Government wants to push pension age to 69

Swedes should be able to keep working until they reach 69, a pensions review committee led by the social insurance minister proposed on Wednesday.

Government wants to push pension age to 69
Dan Hansson, 59, gives his view on the proposal. Photo: Leif R. Jansson/TT

"We live longer and longer but that has not been compensated with a longer working life," the review committee Pensionsgruppen said in a statement.

Social Insurance Minister Ulf Kristersson chaired the group, which had members from all government coalition parties and the main opposition party the Social Democrats.

The suggestion proposed that Swedes be given the right to keep working until 69, if they so desire. The statement suggested that representatives from the state, industry, and trade unions should sit down to discuss how to promote a longer working life in Sweden.

IN PICTURES: Swedes react to the proposal

"The discussions should also look at changing age limits, including the right to stay in employment until the age of 69," the statement read.

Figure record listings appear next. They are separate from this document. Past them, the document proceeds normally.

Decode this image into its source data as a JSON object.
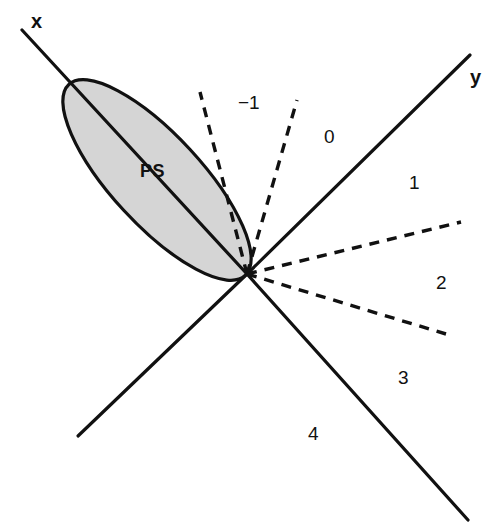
{
  "figure": {
    "width": 492,
    "height": 531,
    "background_color": "#ffffff",
    "line_color": "#111111",
    "ellipse_fill_color": "#d5d5d5",
    "ellipse_stroke_color": "#111111"
  },
  "vertex": {
    "x": 247,
    "y": 274
  },
  "axes": [
    {
      "name": "x-axis",
      "label": "x",
      "label_x": 31,
      "label_y": 10,
      "x1": 22,
      "y1": 30,
      "x2": 247,
      "y2": 274,
      "style": "solid"
    },
    {
      "name": "y-axis",
      "label": "y",
      "label_x": 470,
      "label_y": 66,
      "x1": 247,
      "y1": 274,
      "x2": 470,
      "y2": 55,
      "style": "solid"
    },
    {
      "name": "lower-left-axis",
      "label": "",
      "x1": 247,
      "y1": 274,
      "x2": 78,
      "y2": 436,
      "style": "solid"
    },
    {
      "name": "lower-right-axis",
      "label": "",
      "x1": 247,
      "y1": 274,
      "x2": 468,
      "y2": 520,
      "style": "solid"
    }
  ],
  "dashed_lines": [
    {
      "name": "dashed-ray-1",
      "x1": 247,
      "y1": 274,
      "x2": 200,
      "y2": 92
    },
    {
      "name": "dashed-ray-2",
      "x1": 247,
      "y1": 274,
      "x2": 297,
      "y2": 100
    },
    {
      "name": "dashed-ray-3",
      "x1": 247,
      "y1": 274,
      "x2": 461,
      "y2": 222
    },
    {
      "name": "dashed-ray-4",
      "x1": 247,
      "y1": 274,
      "x2": 446,
      "y2": 334
    }
  ],
  "ellipse": {
    "name": "PS",
    "label": "PS",
    "label_x": 140,
    "label_y": 161,
    "center_x": 157,
    "center_y": 180,
    "radius_major": 130,
    "radius_minor": 45,
    "rotation_deg": 47.3
  },
  "region_labels": [
    {
      "name": "region-minus-1",
      "text": "−1",
      "x": 238,
      "y": 92
    },
    {
      "name": "region-0",
      "text": "0",
      "x": 324,
      "y": 126
    },
    {
      "name": "region-1",
      "text": "1",
      "x": 409,
      "y": 172
    },
    {
      "name": "region-2",
      "text": "2",
      "x": 436,
      "y": 272
    },
    {
      "name": "region-3",
      "text": "3",
      "x": 398,
      "y": 367
    },
    {
      "name": "region-4",
      "text": "4",
      "x": 308,
      "y": 423
    }
  ]
}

The pension-age question has already stirred heated emotions in Sweden, with blue-collar and care-provider unions in particular warning that their members cannot work longer than they already do.

"That would be fine if our members were healthy and alert at that age," Kommunal (municipal employees) trade union spokesperson Lenita Grandlund told Svenska Dagbladet newspaper last month when rumours of the upcoming proposal began. "But the reality is that very few even have the energy to work until pension age today."